“Boring” Is a Dangerous Political Tactic

Boring Mark ShieldsOne of the guiding principles of my life if that one of the worst things is to be boring. I would much rather deal with someone with wrong but interesting ideas than someone with right but dull ideas. I’m just not going to spend a pleasant hour about how we all should try to be a bit more understanding of each other. But I’ve always thought of it in a personal way. Now I think there is a political aspect to it. And that is nowhere so true as the Friday episode of The PBS NewsHour when Mark Shields and David Brooks come on to discuss the week’s news in way so boring that you won’t have a clue what they talked about five minutes later.

Part of the reason the segment is always so boring is that Brooks and Shields don’t much disagree. And this is due in large part to the fact that The NewsHour thinks that a well-spoken but extremist right-winger like David Brooks should be countered with a man whose own promotional materials say, “Mark Shields is free of any political tilt.” He’s also one who military giant Lockheed Martin seemed to like to have around to give what were doubtless well-paid speeches.

PBS Wants to Be Boring

But you can’t blame it all on Shields not being a liberal. When E J Dionne fills in for Shields, the segment is almost as boring. The truth is that The PBS NewsHour wants the segment to be boring. They want to portray the Overton window to be so small that it really doesn’t matter if you go out to vote. Because if you don’t you’ll either get one of two people who are pretty much the same. This is an amazing accomplishment, when you consider that while Mark Shields really is a Milquetoast, David Brooks is an extremist.

Boring David BrooksNo reasonable person watching Bill O’Reilly thinks that they are getting the objective truth. They know that it is Bill O’Reilly’s opinion just as they know that he has a major anger management problem. But the calm discussion gives the impression of hearing the objective truth. And that’s really dangerous — especially when you consider the kind of people who watch The NewsHour. Because what you get is a lot of, “I agree, but…” I agree we should bomb Canada, but I think we should drop 20,000 bombs, not 40,000 bombs.

Boring Stops Debate

Listening to the first part of the segment last Friday, I learned that Shields thought that Obama’s comments on the Orlando Massacre were better than Hillary Clinton’s. Brooks thought the opposite because Clinton mentioned terrorism. And in so doing he got to go on for some time with the unquestioned framing that Orlando was a terrorist attack, even though there is nothing to distinguish this from any other mass shooting. Oh, except that the shooter was a Muslim. And there certainly wasn’t someone on the left to — even ever so gently — push back.

If The PBS NewsHour were not so intent on being boring, people might see that there are different opinions on these matters. Indeed: people might see that there are opinions at all and not just the God given Truth. So boring isn’t just a waste of time; it is also a deeply dangerous tactic of the power elite.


> [EXERCISE OBJECTIVE]: The data must be transcribed exactly, with no line missing.
--- INFORMATION SHOWN ---
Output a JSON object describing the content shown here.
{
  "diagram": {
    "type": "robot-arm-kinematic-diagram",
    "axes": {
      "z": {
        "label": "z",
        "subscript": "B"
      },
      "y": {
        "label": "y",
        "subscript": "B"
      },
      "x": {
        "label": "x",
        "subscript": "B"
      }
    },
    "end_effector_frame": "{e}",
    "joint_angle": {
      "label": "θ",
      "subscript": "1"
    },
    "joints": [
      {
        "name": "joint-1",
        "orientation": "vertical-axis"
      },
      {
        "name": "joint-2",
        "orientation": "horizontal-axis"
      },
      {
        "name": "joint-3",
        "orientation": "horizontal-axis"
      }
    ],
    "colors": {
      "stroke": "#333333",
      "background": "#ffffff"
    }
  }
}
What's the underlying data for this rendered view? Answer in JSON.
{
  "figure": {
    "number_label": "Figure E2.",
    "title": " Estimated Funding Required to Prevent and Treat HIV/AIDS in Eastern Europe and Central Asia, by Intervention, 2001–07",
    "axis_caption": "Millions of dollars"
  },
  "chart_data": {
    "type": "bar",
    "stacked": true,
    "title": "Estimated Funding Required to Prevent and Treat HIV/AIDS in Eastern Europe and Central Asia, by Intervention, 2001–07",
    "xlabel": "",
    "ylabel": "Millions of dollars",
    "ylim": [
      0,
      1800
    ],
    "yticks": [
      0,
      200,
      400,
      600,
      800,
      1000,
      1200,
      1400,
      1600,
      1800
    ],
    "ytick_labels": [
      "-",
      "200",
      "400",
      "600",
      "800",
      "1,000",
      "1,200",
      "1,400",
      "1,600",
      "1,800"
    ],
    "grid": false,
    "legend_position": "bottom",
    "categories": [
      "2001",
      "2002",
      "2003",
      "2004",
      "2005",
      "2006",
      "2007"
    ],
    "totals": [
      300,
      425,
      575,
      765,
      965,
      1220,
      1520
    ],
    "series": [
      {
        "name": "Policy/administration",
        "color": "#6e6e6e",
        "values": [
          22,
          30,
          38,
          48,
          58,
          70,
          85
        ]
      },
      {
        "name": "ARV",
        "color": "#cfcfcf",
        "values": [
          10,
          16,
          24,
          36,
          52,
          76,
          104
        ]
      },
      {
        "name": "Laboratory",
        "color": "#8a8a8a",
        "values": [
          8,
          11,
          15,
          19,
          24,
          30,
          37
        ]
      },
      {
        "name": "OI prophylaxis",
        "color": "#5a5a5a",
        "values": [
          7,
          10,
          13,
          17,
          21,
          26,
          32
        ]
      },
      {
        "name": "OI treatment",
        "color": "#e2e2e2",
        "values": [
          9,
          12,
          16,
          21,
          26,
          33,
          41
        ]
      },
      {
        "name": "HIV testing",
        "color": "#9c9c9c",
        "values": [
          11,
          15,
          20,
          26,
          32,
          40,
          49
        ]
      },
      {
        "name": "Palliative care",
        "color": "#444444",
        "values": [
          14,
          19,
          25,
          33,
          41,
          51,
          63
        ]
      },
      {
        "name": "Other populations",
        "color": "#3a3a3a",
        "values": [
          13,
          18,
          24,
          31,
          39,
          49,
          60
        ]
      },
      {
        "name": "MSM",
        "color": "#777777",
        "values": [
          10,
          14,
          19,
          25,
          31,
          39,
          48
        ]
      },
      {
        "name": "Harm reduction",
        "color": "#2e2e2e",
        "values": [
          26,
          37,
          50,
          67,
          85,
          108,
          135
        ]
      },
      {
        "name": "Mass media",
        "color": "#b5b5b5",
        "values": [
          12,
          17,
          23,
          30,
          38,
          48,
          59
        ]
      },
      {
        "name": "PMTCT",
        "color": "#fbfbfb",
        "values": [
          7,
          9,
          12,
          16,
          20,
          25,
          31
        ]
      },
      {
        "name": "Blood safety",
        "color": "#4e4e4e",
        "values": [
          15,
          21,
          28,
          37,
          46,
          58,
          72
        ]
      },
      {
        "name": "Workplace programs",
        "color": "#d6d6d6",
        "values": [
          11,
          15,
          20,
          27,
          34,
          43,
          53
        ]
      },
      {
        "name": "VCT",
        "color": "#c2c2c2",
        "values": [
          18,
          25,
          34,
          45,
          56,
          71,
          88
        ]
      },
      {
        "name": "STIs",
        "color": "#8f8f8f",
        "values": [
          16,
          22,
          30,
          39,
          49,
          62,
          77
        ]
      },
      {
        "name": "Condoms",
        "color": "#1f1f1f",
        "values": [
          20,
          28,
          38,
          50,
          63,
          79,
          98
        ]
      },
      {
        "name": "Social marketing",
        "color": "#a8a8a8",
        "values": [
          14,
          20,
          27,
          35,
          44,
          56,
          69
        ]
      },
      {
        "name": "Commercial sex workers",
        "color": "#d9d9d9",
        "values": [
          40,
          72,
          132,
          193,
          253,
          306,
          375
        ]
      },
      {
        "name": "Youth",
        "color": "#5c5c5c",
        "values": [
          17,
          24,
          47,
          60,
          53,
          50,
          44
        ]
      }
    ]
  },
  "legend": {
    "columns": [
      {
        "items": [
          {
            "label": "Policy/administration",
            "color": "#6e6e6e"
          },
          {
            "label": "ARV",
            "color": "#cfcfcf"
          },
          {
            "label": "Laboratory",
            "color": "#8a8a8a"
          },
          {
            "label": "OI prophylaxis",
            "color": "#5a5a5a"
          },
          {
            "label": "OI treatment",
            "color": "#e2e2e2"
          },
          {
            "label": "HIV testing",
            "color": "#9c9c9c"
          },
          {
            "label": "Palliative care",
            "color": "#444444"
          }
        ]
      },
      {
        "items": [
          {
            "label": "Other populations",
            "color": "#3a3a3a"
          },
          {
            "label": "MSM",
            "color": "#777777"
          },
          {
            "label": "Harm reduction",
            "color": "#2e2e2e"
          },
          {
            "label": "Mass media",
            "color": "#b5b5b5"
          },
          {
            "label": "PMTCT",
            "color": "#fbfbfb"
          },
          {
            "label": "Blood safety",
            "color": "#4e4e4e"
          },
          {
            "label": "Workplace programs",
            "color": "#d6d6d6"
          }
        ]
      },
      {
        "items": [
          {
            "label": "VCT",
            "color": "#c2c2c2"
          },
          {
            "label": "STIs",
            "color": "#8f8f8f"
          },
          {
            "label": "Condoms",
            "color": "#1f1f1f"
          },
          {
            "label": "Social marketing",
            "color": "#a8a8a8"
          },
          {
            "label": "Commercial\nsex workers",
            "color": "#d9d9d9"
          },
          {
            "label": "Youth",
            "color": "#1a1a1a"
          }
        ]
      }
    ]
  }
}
---
> [ANSWER TO THE EXERCISE]:
Output a JSON object describing the content shown here.
{
  "diagram": {
    "type": "robot-arm-kinematic-diagram",
    "axes": {
      "z": {
        "label": "z",
        "subscript": "B"
      },
      "y": {
        "label": "y",
        "subscript": "B"
      },
      "x": {
        "label": "x",
        "subscript": "B"
      }
    },
    "end_effector_frame": "{e}",
    "joint_angle": {
      "label": "θ",
      "subscript": "1"
    },
    "joints": [
      {
        "name": "joint-1",
        "orientation": "vertical-axis"
      },
      {
        "name": "joint-2",
        "orientation": "horizontal-axis"
      },
      {
        "name": "joint-3",
        "orientation": "horizontal-axis"
      }
    ],
    "colors": {
      "stroke": "#333333",
      "background": "#ffffff"
    }
  }
}
What's the underlying data for this rendered view? Answer in JSON.
{
  "figure": {
    "number_label": "Figure E2.",
    "title": " Estimated Funding Required to Prevent and Treat HIV/AIDS in Eastern Europe and Central Asia, by Intervention, 2001–07",
    "axis_caption": "Millions of dollars"
  },
  "chart_data": {
    "type": "bar",
    "stacked": true,
    "title": "Estimated Funding Required to Prevent and Treat HIV/AIDS in Eastern Europe and Central Asia, by Intervention, 2001–07",
    "xlabel": "",
    "ylabel": "Millions of dollars",
    "ylim": [
      0,
      1800
    ],
    "yticks": [
      0,
      200,
      400,
      600,
      800,
      1000,
      1200,
      1400,
      1600,
      1800
    ],
    "ytick_labels": [
      "-",
      "200",
      "400",
      "600",
      "800",
      "1,000",
      "1,200",
      "1,400",
      "1,600",
      "1,800"
    ],
    "grid": false,
    "legend_position": "bottom",
    "categories": [
      "2001",
      "2002",
      "2003",
      "2004",
      "2005",
      "2006",
      "2007"
    ],
    "totals": [
      300,
      425,
      575,
      765,
      965,
      1220,
      1520
    ],
    "series": [
      {
        "name": "Policy/administration",
        "color": "#6e6e6e",
        "values": [
          22,
          30,
          38,
          48,
          58,
          70,
          85
        ]
      },
      {
        "name": "ARV",
        "color": "#cfcfcf",
        "values": [
          10,
          16,
          24,
          36,
          52,
          76,
          104
        ]
      },
      {
        "name": "Laboratory",
        "color": "#8a8a8a",
        "values": [
          8,
          11,
          15,
          19,
          24,
          30,
          37
        ]
      },
      {
        "name": "OI prophylaxis",
        "color": "#5a5a5a",
        "values": [
          7,
          10,
          13,
          17,
          21,
          26,
          32
        ]
      },
      {
        "name": "OI treatment",
        "color": "#e2e2e2",
        "values": [
          9,
          12,
          16,
          21,
          26,
          33,
          41
        ]
      },
      {
        "name": "HIV testing",
        "color": "#9c9c9c",
        "values": [
          11,
          15,
          20,
          26,
          32,
          40,
          49
        ]
      },
      {
        "name": "Palliative care",
        "color": "#444444",
        "values": [
          14,
          19,
          25,
          33,
          41,
          51,
          63
        ]
      },
      {
        "name": "Other populations",
        "color": "#3a3a3a",
        "values": [
          13,
          18,
          24,
          31,
          39,
          49,
          60
        ]
      },
      {
        "name": "MSM",
        "color": "#777777",
        "values": [
          10,
          14,
          19,
          25,
          31,
          39,
          48
        ]
      },
      {
        "name": "Harm reduction",
        "color": "#2e2e2e",
        "values": [
          26,
          37,
          50,
          67,
          85,
          108,
          135
        ]
      },
      {
        "name": "Mass media",
        "color": "#b5b5b5",
        "values": [
          12,
          17,
          23,
          30,
          38,
          48,
          59
        ]
      },
      {
        "name": "PMTCT",
        "color": "#fbfbfb",
        "values": [
          7,
          9,
          12,
          16,
          20,
          25,
          31
        ]
      },
      {
        "name": "Blood safety",
        "color": "#4e4e4e",
        "values": [
          15,
          21,
          28,
          37,
          46,
          58,
          72
        ]
      },
      {
        "name": "Workplace programs",
        "color": "#d6d6d6",
        "values": [
          11,
          15,
          20,
          27,
          34,
          43,
          53
        ]
      },
      {
        "name": "VCT",
        "color": "#c2c2c2",
        "values": [
          18,
          25,
          34,
          45,
          56,
          71,
          88
        ]
      },
      {
        "name": "STIs",
        "color": "#8f8f8f",
        "values": [
          16,
          22,
          30,
          39,
          49,
          62,
          77
        ]
      },
      {
        "name": "Condoms",
        "color": "#1f1f1f",
        "values": [
          20,
          28,
          38,
          50,
          63,
          79,
          98
        ]
      },
      {
        "name": "Social marketing",
        "color": "#a8a8a8",
        "values": [
          14,
          20,
          27,
          35,
          44,
          56,
          69
        ]
      },
      {
        "name": "Commercial sex workers",
        "color": "#d9d9d9",
        "values": [
          40,
          72,
          132,
          193,
          253,
          306,
          375
        ]
      },
      {
        "name": "Youth",
        "color": "#5c5c5c",
        "values": [
          17,
          24,
          47,
          60,
          53,
          50,
          44
        ]
      }
    ]
  },
  "legend": {
    "columns": [
      {
        "items": [
          {
            "label": "Policy/administration",
            "color": "#6e6e6e"
          },
          {
            "label": "ARV",
            "color": "#cfcfcf"
          },
          {
            "label": "Laboratory",
            "color": "#8a8a8a"
          },
          {
            "label": "OI prophylaxis",
            "color": "#5a5a5a"
          },
          {
            "label": "OI treatment",
            "color": "#e2e2e2"
          },
          {
            "label": "HIV testing",
            "color": "#9c9c9c"
          },
          {
            "label": "Palliative care",
            "color": "#444444"
          }
        ]
      },
      {
        "items": [
          {
            "label": "Other populations",
            "color": "#3a3a3a"
          },
          {
            "label": "MSM",
            "color": "#777777"
          },
          {
            "label": "Harm reduction",
            "color": "#2e2e2e"
          },
          {
            "label": "Mass media",
            "color": "#b5b5b5"
          },
          {
            "label": "PMTCT",
            "color": "#fbfbfb"
          },
          {
            "label": "Blood safety",
            "color": "#4e4e4e"
          },
          {
            "label": "Workplace programs",
            "color": "#d6d6d6"
          }
        ]
      },
      {
        "items": [
          {
            "label": "VCT",
            "color": "#c2c2c2"
          },
          {
            "label": "STIs",
            "color": "#8f8f8f"
          },
          {
            "label": "Condoms",
            "color": "#1f1f1f"
          },
          {
            "label": "Social marketing",
            "color": "#a8a8a8"
          },
          {
            "label": "Commercial\nsex workers",
            "color": "#d9d9d9"
          },
          {
            "label": "Youth",
            "color": "#1a1a1a"
          }
        ]
      }
    ]
  }
}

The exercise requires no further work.